I was raised by nerds...never did any group sports...or any other sport for that manner. I was a teenage punk in a conservative shitty agricultural town near Sacramento and I got a LOT of grief from the locals. To survive I grew a hard outer shell and let precious few in. I kept to myself. I was shy. Never was a popular kid. Met the man who's now my husband when I was 20. Spent the rest of my 20's in LA where I quickly found out that since I wasn't a botox'd bulemic bimbo I was going to be ignored. Went to art school and got into the animation business. Being shy didn't mean I wasn't straightforward, and my mouth got me into trouble with the pansy-ass no-backbone majority of animation artists. I scared them, so I didn't have many friends amongst them.
Then I got a job offer in Texas in 2003. Dallas. Hmmm. Never lived outside of California.
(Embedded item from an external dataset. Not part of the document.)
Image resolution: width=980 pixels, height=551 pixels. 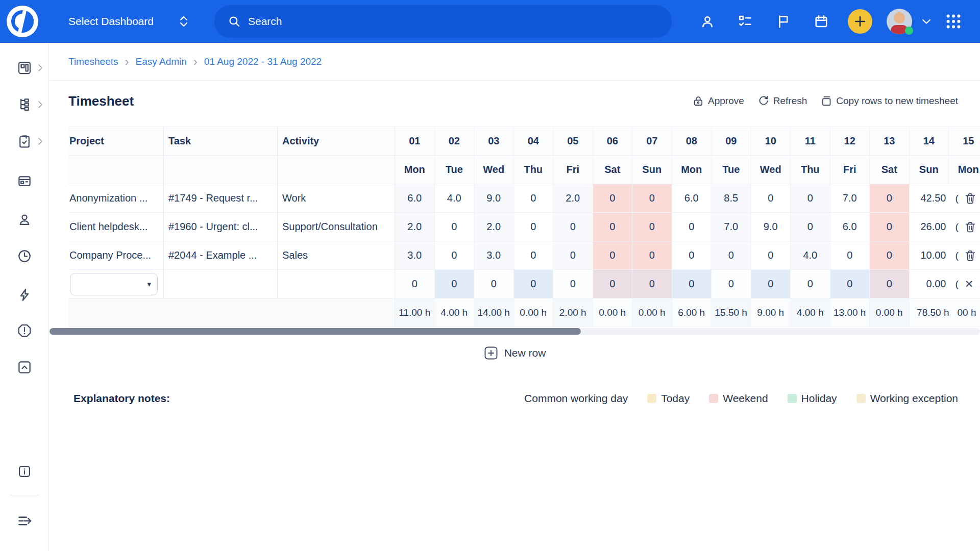 I want to click on apps-grid-icon, so click(x=953, y=21).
The money's good. The job's even better. What have I got to lose? Not a damn thing. I kissed the husband goodbye and found a job environment that was condusive to me being better than I ever could be in LA. Man, I was seriously thinking of moving to freakin' TEXAS of all places! While I'm there I talk to a on-the-cutting-edge friend of mine back in California who says,"Been down to Austin yet?" Why yes, I have. "Do anything cool there?" Well, what do *you* consider cool, o master of the cutting edge fun stuff? "Womens roller derby".
Hmmmm. Interesting. Didn't know about that when I'd gone to Austin before. I do a google search on "Austin" + "roller derby" and I find the two leagues that are currently riding a very popular wave there. I'm game. I take a coworker with me for a weekend trip to Austin. We find the Lonestar Rollergirls' warehouse in east Austin on the night of their end-of-the-season awards ceremony. I look at the banked track. I look at the girls. The coworker is drooling over the girls. I tell him to put his tongue back in his mouth. I think to myself that if I were ten years younger I'd be ALL over this. I go back to California two weeks later.
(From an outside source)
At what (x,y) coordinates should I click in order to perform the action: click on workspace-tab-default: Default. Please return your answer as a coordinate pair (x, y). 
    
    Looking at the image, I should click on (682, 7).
2004 brings with it fond memories of Texas and loathing of LA until I read on Craig's List an ad looking for girls to take part in a new roller derby league in LA. WHAT?! How cool! So I email them saying that I saw the Austin league and I wish this new league the best. I get an email back from one of the founders--Thora Zeen--who says, "Come to practice!" I reply that I'm too old for this shit but thanks anyway. She comes back with, "No you're not! Come on down!" I thought to myself that I was insane. That I'd get seriously hurt. That I'm still too old no matter what this Thora girl said. But then I thought that somehow I'd regret not getting in on this while I can. What the fuck? I'll do it. I drive to the Valley on a cold January night to skate with women I've never met before. Then there's that whole I-haven't-skated-except-on-rollerblades-since-Xanadu-was-popular aspect. What the fuck was I getting into? Ah, just do it.
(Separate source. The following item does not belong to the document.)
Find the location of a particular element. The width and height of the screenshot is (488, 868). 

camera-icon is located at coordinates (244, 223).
And that's when it happened. By the end of the first practice session I had with the LA Derby Dolls, I was hooked. I mean REALLY HOOKED. I skated like shit but I REALLY enjoyed it! The girls weren't the typical LA jigglefest...these were real women who had attitudes similiar to mine...WOW! I found My People.
Thank goodness!
VIEW 3 of 3 COMMENTS
summertime_andy:
your neat.
thorazeen:
are you serious about the long hairs in suits?!